ACTION ITEM ▸ Could you set down every record below exactly as it appears?

(Collected data)
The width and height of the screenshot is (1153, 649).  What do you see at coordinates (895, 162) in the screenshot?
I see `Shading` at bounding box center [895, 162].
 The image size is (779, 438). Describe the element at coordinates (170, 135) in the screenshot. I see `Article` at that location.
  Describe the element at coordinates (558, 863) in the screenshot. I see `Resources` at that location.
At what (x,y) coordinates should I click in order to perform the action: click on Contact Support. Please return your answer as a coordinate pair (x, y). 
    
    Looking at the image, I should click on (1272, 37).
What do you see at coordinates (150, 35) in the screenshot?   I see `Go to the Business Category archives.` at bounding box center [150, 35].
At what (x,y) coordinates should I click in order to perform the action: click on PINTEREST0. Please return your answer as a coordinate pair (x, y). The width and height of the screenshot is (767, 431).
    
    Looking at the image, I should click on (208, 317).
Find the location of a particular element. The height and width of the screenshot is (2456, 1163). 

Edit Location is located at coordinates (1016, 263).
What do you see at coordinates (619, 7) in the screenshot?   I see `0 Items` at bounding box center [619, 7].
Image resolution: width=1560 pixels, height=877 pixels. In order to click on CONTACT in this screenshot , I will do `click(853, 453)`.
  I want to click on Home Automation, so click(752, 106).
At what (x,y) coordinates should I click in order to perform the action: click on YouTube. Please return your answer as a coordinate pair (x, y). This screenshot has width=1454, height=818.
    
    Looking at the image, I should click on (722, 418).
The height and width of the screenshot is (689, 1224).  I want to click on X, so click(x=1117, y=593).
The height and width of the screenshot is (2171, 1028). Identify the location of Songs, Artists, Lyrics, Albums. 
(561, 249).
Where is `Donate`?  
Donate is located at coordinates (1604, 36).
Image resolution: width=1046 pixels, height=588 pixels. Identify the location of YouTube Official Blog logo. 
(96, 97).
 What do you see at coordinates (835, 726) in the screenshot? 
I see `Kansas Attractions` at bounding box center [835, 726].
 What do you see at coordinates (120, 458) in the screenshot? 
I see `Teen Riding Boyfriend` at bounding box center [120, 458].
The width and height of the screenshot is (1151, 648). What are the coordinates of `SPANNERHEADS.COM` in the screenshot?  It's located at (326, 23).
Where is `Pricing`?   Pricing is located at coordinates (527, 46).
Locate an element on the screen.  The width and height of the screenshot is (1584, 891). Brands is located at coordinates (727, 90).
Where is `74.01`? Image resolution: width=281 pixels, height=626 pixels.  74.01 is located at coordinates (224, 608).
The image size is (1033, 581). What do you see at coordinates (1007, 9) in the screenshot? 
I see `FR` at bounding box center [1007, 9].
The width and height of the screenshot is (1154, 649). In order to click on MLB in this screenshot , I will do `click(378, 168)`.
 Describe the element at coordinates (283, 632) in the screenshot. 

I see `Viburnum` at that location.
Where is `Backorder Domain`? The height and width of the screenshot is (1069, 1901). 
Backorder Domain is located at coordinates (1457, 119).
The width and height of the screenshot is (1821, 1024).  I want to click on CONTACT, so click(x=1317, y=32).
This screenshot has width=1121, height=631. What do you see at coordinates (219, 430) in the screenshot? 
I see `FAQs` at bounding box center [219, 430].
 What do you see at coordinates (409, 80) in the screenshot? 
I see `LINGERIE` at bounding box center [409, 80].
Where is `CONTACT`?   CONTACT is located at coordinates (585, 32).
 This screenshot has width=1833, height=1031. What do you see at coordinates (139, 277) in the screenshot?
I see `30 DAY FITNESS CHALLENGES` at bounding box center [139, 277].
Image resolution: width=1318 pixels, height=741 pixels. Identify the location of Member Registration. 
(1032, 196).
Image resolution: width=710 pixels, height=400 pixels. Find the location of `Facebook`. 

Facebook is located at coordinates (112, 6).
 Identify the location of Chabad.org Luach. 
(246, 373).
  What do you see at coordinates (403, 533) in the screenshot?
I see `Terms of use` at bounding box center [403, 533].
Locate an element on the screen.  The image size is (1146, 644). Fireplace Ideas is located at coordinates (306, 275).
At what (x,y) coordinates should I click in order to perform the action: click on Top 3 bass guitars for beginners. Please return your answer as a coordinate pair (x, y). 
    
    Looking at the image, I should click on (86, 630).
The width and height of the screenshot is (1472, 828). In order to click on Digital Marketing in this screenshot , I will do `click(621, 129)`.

ANSWER BOX ▸
The width and height of the screenshot is (1153, 649).  What do you see at coordinates (895, 162) in the screenshot?
I see `Shading` at bounding box center [895, 162].
 The image size is (779, 438). Describe the element at coordinates (170, 135) in the screenshot. I see `Article` at that location.
  Describe the element at coordinates (558, 863) in the screenshot. I see `Resources` at that location.
At what (x,y) coordinates should I click in order to perform the action: click on Contact Support. Please return your answer as a coordinate pair (x, y). 
    
    Looking at the image, I should click on (1272, 37).
What do you see at coordinates (150, 35) in the screenshot?   I see `Go to the Business Category archives.` at bounding box center [150, 35].
At what (x,y) coordinates should I click in order to perform the action: click on PINTEREST0. Please return your answer as a coordinate pair (x, y). The width and height of the screenshot is (767, 431).
    
    Looking at the image, I should click on (208, 317).
Find the location of a particular element. The height and width of the screenshot is (2456, 1163). 

Edit Location is located at coordinates (1016, 263).
What do you see at coordinates (619, 7) in the screenshot?   I see `0 Items` at bounding box center [619, 7].
Image resolution: width=1560 pixels, height=877 pixels. In order to click on CONTACT in this screenshot , I will do `click(853, 453)`.
  I want to click on Home Automation, so click(752, 106).
At what (x,y) coordinates should I click in order to perform the action: click on YouTube. Please return your answer as a coordinate pair (x, y). This screenshot has width=1454, height=818.
    
    Looking at the image, I should click on (722, 418).
The height and width of the screenshot is (689, 1224).  I want to click on X, so click(x=1117, y=593).
The height and width of the screenshot is (2171, 1028). Identify the location of Songs, Artists, Lyrics, Albums. 
(561, 249).
Where is `Donate`?  
Donate is located at coordinates (1604, 36).
Image resolution: width=1046 pixels, height=588 pixels. Identify the location of YouTube Official Blog logo. 
(96, 97).
 What do you see at coordinates (835, 726) in the screenshot? 
I see `Kansas Attractions` at bounding box center [835, 726].
 What do you see at coordinates (120, 458) in the screenshot? 
I see `Teen Riding Boyfriend` at bounding box center [120, 458].
The width and height of the screenshot is (1151, 648). What are the coordinates of `SPANNERHEADS.COM` in the screenshot?  It's located at (326, 23).
Where is `Pricing`?   Pricing is located at coordinates (527, 46).
Locate an element on the screen.  The width and height of the screenshot is (1584, 891). Brands is located at coordinates (727, 90).
Where is `74.01`? Image resolution: width=281 pixels, height=626 pixels.  74.01 is located at coordinates (224, 608).
The image size is (1033, 581). What do you see at coordinates (1007, 9) in the screenshot? 
I see `FR` at bounding box center [1007, 9].
The width and height of the screenshot is (1154, 649). In order to click on MLB in this screenshot , I will do `click(378, 168)`.
 Describe the element at coordinates (283, 632) in the screenshot. 

I see `Viburnum` at that location.
Where is `Backorder Domain`? The height and width of the screenshot is (1069, 1901). 
Backorder Domain is located at coordinates (1457, 119).
The width and height of the screenshot is (1821, 1024).  I want to click on CONTACT, so click(x=1317, y=32).
This screenshot has width=1121, height=631. What do you see at coordinates (219, 430) in the screenshot? 
I see `FAQs` at bounding box center [219, 430].
 What do you see at coordinates (409, 80) in the screenshot? 
I see `LINGERIE` at bounding box center [409, 80].
Where is `CONTACT`?   CONTACT is located at coordinates (585, 32).
 This screenshot has width=1833, height=1031. What do you see at coordinates (139, 277) in the screenshot?
I see `30 DAY FITNESS CHALLENGES` at bounding box center [139, 277].
Image resolution: width=1318 pixels, height=741 pixels. Identify the location of Member Registration. 
(1032, 196).
Image resolution: width=710 pixels, height=400 pixels. Find the location of `Facebook`. 

Facebook is located at coordinates (112, 6).
 Identify the location of Chabad.org Luach. 
(246, 373).
  What do you see at coordinates (403, 533) in the screenshot?
I see `Terms of use` at bounding box center [403, 533].
Locate an element on the screen.  The image size is (1146, 644). Fireplace Ideas is located at coordinates (306, 275).
At what (x,y) coordinates should I click in order to perform the action: click on Top 3 bass guitars for beginners. Please return your answer as a coordinate pair (x, y). 
    
    Looking at the image, I should click on (86, 630).
The width and height of the screenshot is (1472, 828). In order to click on Digital Marketing in this screenshot , I will do `click(621, 129)`.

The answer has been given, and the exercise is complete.